Less Than Thousand Cases.Reports received here are that there

are now less than a thousand cases of shell shock to be treated, thanks to the improved methods by which the United States army combated the af­fliction. Preparations had been made to take, care of 2,500 cases, sent to this side by March 1, but since hostilities ceased word from France shows there ure only 300 cases there requiring treatment in this country. There are probably about the same number en route home.

It is accepted here that the drop in the expected number of sufferers was due directly to ttie news of Germany’s surrender.

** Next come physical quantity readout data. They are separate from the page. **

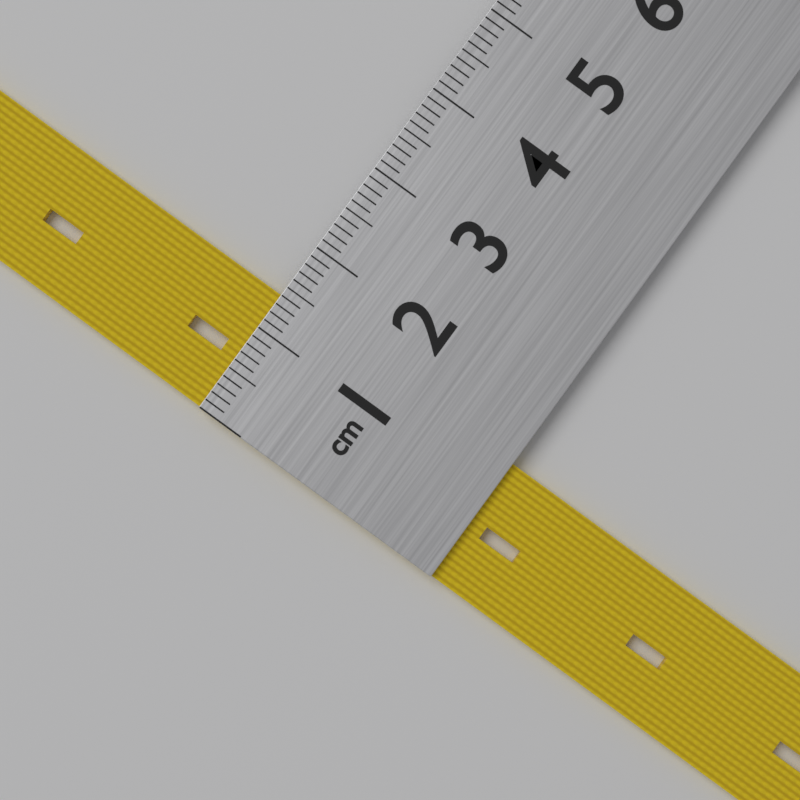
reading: 1.4 cm
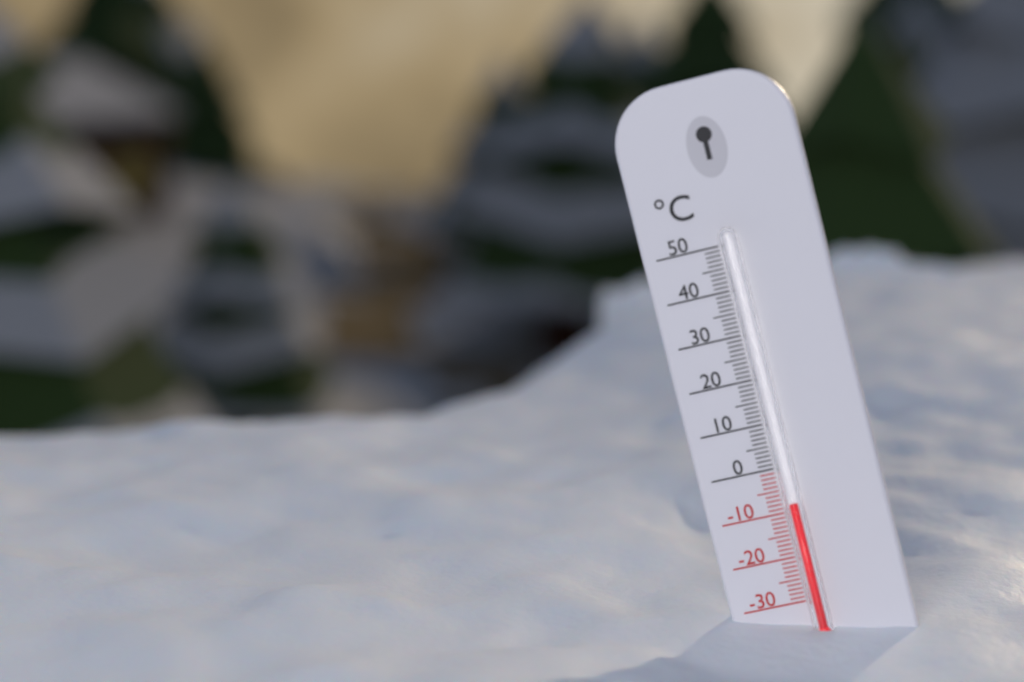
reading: -8 °C
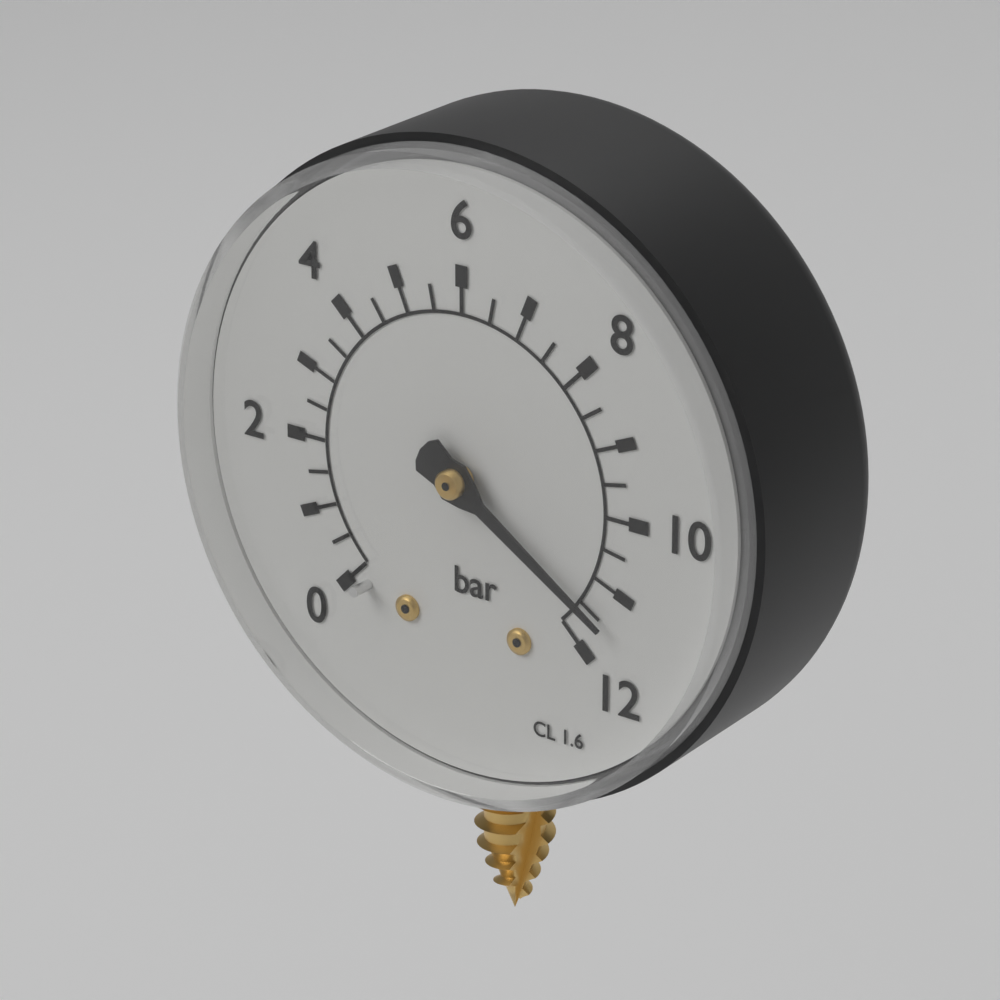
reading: 11.5 bar
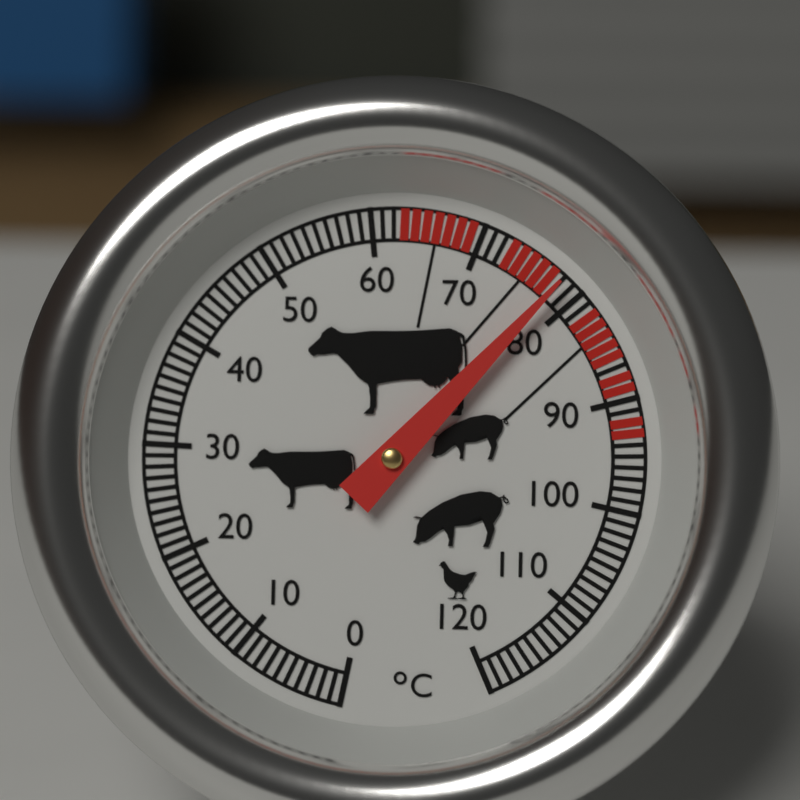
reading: 78 °C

The only explanation for this is the removal from the sufferers of apprehension that they would again be subjected to an ordeal that, acting on the minds, actually twisted their bodies out of shape.

Serious as have been the ravages of shell shock among the troops, said Colonel Bailey, described by Surgeon General Ireland us one of the coun­try's leading psychiatrists, the United States forces have not suffered to the extent those o f the other allies have. This Is due largely to the fact that 93 per cent of the cases developing have been cured in the field hospitals by the prompt treatment provided.

Given Special Treatment.The more seriously afflicted are

brought to this country and seut to Plattsburg, N. T„ where there is a special hospital of 1.500 beds. Within a short time after admittance most pntients avow they are regaining their normal condition, and ufter observa­tion Indicates that this is so, they nre removed to n casual detachment at the hospital for brief additional observa­tion. When it is tfvident they have recovered they are sent to camps near their homes to be mustered out.

The rapidity with which cases nre* being cleared through Plattsburg con­vinces Colonel Bailey that there will be few permanently disabled by the disease. This Is tn marked contrast to the situation In England where there are 20,000 shell shock, victims on the pension rolls.

Colonel Bailey revealed thnt. con­trary to the general belief, shell shock does not necessarily come from heavy cannonading. Proof of this is found in the fact that from 10 to 12 per cent of the casualties in the «’bateau Thi­erry fighting were shell shock, most of these men haring «*en exposed only to machine gun fire.